The International SCBWI Conference used to rotate location every year, but after Madrid, the SCBWI entered into an agreement with the Bologna Children’s Book Fair, to co-produce a bi-annual conference the weekend before the Book Fair, and I also programmed the first of those Conferences, before stepping down as RA.

I noted in your Writer’s Catalogue, that a few of your picturebooks have Spain as its setting, such as La Golondrina Peregrina (The Flying Pilgrim) illustrated by Sara Rojo which talks about a swallow who lives atop the Cathedral of Santiago de Compostela. There is also Feliz Navidad, Rachid (Merry Christmas, Rachid) with illustrations by Miguel Navia which talks about Nando who just moved to Lavapiés, a diverse neighborhood in Madrid.

There are also two picturebooks, both illustrated by Sara Rojo, inspired by museums in Madrid, such as María Y El Museo (María and the Museum) which has the Reina Sofia Museum as its setting and Andrés Y Los Copistas (Andrés and the Copyists) that takes place in Prado Museum. It does seem that Madrid has inspired quite a lot of your stories. How else did staying in Madrid enrich your literary life? What are some of the best (and worst) things about the city for a writer such as yourself?

A lot of those books you mention were books I wrote specifically about Madrid, as a way of countering the globalization that is a part of how picture books, especially, are produced. There are two elements involved in the printing of full-color books, which are the printing itself (where the primary colors are printed, yellow, red, blue and then black) and the binding. It is much cheaper for a Spanish publisher to say they will take 2000 copies of a French or American book, say, who will be publishing 5000 for their country, another 3000 for Germany, etc. This way, 10,000 copies are printed in each of the colors, with only the black pass for the text changed to accommodate the different editions. But then they are all bound at the same time, all in the same size/format. One of the side-effects of these economies of scale, however, is that there are picture books published here in Spain with yellow and black taxis, like in New York, even though the taxis here are white, or with mailboxes on posts and with little flags to signal when there is a letter inside, like in the US, even though these don’t exist here.

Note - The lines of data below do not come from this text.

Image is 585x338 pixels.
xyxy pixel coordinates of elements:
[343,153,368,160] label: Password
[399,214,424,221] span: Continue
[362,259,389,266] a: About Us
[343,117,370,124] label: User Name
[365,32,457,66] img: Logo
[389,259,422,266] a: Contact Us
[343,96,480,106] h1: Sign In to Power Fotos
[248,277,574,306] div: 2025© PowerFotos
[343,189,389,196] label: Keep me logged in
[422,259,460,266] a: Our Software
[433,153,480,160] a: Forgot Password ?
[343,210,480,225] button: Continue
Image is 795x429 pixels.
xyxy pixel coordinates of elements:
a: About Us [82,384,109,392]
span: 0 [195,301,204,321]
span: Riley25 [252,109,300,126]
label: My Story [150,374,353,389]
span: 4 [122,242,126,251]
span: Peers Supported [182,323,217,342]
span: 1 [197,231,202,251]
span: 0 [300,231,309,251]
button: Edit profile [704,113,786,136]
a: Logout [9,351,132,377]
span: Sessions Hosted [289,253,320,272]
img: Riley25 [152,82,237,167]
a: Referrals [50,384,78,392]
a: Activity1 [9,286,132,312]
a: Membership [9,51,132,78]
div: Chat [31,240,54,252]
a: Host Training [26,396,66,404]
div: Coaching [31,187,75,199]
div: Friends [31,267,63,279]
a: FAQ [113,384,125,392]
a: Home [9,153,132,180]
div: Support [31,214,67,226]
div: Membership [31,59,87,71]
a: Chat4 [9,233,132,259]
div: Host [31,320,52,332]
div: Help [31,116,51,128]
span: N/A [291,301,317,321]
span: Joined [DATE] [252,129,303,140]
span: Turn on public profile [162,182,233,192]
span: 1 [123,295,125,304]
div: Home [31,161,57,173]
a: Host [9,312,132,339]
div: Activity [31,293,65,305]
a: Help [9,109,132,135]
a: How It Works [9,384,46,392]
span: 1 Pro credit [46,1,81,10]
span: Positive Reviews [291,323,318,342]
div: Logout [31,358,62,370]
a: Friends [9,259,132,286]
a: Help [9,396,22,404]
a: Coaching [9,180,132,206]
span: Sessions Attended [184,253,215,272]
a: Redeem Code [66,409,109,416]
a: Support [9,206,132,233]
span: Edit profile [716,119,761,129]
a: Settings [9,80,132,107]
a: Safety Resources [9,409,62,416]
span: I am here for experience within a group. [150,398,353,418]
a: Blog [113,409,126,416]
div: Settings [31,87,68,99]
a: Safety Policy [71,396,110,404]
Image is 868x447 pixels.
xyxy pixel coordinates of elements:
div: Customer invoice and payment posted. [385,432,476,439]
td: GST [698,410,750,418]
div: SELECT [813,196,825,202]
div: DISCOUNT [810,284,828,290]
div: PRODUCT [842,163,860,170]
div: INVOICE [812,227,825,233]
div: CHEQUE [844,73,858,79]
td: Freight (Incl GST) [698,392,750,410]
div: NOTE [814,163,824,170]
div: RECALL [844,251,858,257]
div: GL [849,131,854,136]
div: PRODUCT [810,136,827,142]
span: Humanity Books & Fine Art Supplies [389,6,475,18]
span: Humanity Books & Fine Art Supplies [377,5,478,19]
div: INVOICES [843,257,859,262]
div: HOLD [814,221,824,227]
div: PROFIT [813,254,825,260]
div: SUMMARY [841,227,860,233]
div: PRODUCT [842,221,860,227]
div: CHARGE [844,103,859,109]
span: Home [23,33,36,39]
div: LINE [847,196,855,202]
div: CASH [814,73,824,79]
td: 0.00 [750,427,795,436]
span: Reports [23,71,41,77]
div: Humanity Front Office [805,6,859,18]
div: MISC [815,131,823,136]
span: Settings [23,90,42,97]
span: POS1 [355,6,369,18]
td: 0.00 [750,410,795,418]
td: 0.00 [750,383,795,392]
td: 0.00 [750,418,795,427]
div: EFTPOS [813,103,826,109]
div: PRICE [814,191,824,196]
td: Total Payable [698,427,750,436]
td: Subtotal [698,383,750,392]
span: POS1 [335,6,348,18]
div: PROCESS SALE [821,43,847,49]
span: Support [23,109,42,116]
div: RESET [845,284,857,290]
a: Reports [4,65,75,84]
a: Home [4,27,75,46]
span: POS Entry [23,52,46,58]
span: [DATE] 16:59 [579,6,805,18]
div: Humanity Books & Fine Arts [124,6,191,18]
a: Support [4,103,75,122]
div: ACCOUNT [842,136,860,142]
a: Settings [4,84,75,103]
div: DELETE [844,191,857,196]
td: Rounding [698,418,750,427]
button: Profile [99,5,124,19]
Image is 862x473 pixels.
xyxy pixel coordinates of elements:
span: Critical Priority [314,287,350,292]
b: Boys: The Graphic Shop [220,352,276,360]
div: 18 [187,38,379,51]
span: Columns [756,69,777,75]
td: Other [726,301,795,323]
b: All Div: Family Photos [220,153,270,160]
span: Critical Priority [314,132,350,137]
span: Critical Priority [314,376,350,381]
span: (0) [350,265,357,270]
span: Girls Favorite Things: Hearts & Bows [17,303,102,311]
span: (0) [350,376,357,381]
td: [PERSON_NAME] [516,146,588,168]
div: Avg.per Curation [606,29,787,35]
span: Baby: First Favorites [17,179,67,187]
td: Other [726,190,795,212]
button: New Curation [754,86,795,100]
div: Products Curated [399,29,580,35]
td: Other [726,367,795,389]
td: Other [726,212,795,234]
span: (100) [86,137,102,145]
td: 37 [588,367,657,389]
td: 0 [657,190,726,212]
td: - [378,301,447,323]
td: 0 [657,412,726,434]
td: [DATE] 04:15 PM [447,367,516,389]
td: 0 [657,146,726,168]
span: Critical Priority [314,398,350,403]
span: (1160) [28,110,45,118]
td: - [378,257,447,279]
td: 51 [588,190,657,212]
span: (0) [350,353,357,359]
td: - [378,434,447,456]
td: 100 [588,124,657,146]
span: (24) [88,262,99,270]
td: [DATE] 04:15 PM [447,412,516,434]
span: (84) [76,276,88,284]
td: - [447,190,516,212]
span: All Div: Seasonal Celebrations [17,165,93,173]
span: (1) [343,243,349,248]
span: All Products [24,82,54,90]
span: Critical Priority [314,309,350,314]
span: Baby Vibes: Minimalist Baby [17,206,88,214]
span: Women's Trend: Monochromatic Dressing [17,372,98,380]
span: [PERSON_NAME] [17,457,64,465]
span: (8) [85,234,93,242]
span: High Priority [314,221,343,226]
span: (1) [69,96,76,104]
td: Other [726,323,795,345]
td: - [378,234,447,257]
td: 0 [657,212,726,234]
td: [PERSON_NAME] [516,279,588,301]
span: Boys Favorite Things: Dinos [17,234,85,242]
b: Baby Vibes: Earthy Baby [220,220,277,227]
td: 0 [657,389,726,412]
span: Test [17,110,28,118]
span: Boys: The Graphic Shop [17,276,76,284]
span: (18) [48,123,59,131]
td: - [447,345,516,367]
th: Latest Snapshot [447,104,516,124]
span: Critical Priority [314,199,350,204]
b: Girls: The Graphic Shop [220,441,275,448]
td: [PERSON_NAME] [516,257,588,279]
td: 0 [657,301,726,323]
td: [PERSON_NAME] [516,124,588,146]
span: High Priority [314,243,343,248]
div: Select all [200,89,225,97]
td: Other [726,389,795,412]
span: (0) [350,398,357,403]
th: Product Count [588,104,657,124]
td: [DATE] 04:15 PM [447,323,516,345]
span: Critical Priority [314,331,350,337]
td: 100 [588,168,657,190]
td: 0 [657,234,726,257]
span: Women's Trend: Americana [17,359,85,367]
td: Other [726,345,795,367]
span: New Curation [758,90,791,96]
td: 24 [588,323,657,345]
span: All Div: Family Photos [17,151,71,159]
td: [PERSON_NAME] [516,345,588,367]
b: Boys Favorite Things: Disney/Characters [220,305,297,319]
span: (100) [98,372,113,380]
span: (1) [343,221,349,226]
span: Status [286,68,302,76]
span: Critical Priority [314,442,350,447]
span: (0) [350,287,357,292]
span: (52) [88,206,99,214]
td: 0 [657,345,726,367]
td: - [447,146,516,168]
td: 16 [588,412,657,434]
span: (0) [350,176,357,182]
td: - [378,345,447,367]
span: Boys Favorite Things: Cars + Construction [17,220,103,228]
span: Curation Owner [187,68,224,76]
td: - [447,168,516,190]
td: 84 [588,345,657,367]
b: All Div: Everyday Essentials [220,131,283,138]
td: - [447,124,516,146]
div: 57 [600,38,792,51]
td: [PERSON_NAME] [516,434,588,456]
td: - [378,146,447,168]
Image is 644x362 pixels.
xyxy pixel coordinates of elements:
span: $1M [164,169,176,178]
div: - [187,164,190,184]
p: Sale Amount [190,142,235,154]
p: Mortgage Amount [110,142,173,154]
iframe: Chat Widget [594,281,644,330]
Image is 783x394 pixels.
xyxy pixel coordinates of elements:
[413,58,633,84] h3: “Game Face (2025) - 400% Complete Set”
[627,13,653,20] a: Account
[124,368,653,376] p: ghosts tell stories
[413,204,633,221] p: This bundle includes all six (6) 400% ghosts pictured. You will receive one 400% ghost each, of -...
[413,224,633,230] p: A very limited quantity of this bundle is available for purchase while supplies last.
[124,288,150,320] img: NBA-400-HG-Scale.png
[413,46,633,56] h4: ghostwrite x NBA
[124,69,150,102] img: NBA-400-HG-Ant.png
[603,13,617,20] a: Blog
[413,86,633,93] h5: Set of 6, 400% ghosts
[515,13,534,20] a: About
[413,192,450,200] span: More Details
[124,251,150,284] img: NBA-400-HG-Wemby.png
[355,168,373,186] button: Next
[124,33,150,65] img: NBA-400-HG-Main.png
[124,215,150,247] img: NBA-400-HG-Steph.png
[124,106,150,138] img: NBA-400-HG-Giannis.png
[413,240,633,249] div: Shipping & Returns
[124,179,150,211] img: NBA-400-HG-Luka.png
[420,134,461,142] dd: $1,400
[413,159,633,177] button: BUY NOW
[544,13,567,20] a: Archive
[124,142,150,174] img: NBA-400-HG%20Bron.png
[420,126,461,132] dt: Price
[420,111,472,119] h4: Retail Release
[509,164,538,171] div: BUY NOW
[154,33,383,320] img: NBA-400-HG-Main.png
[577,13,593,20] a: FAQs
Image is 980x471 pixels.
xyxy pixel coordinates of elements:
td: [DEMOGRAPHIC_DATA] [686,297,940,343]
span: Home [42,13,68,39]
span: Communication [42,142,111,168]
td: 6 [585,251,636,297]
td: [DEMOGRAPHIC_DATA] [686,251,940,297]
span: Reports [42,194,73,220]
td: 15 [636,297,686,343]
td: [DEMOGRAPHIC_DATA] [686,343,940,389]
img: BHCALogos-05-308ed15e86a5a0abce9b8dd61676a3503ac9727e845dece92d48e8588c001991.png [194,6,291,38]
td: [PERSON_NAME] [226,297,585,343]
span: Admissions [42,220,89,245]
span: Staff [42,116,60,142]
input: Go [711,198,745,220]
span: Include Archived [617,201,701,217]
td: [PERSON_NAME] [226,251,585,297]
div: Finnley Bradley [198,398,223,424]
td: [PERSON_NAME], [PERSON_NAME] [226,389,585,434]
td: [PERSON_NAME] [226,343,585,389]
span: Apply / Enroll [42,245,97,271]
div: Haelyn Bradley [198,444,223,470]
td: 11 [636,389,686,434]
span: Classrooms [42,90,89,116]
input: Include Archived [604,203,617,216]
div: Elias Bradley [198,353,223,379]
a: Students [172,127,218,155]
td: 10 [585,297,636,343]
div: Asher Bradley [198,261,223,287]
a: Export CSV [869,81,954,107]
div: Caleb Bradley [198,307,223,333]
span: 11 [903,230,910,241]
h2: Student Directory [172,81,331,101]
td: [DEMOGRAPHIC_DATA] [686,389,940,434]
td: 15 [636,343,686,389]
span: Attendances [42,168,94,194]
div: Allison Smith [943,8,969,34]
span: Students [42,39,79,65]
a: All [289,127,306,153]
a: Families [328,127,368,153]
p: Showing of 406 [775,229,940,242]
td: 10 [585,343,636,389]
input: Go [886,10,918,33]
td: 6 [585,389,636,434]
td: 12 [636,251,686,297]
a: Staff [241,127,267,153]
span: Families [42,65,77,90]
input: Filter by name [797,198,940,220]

So books like FELIZ NAVIDAD, RACHID (set in the neighborhood where I live which has a large immigrant population) explores diversity of religion in a book that is set very specifically in Spain, and specifically in this area of Madrid.

It is so frustrating that any story set in London or in Paris, should be considered universal, but the same story set in Singapore, say, or Seville, is considered to be “local” or “ethnic”?

At the same time, I think it is vitally important for children to have stories that express their own surroundings–to identify with and find themselves themselves in the culture they consume–not just mass-produced, globalized products.

So even though, as someone born in New York, it might be easier for me to write books set in my native New York City, which can then sell more-easily to other cultures, I think it is more important to be creating these books reflecting the world where I live (now) and where my readers are living.

Perhaps the biggest change for me, in terms of my living in Madrid, is being a bilingual writer, who publishes primarily in what I call “my stepmother tongue”. And ironically, one of my books written in Spanish, ¡Vamos a ver a papá!, illustrated by Alba Marina Rivera and published by Ekaré, was translated into English by someone else (Elisa Amado) and published in Canada by Groundwood Books titled LET’S GO SEE PAPÁ! Which is very flattering, especially considering how little is translated into English from other countries and published.

I think my Spanish-language titles tend to be more poetic than when I write in English, unless they’re bilingual titles where I need both languages to match (which is very different than the adaptation that goes on in a good literary translation to recreate in the target language the reading experience of the work). But I may not be the best judge of these sorts of questions… we authors seldom have the necessary distance to evaluate our own work.

You are not just a prolific children’s book author, but a highly productive author for adults as well. How do you switch back and forth in your writing across these two genres? Which do you find to be more difficult, creative-process-wise?

I wouldn’t call writing for children versus adults two genres, per se, although I do write in many different genres: fiction, poetry, non-fiction, for both younger readers and older ones. I think that younger readers are much more demanding, the work needs to be finely polished, there is no room for any false notes–whereas in works for adults, if there is a boring passage, the adult can skip over it or muddle through. But for younger readers, those sorts of authorial sloppiness will make them lose interest or bounce them out of the story.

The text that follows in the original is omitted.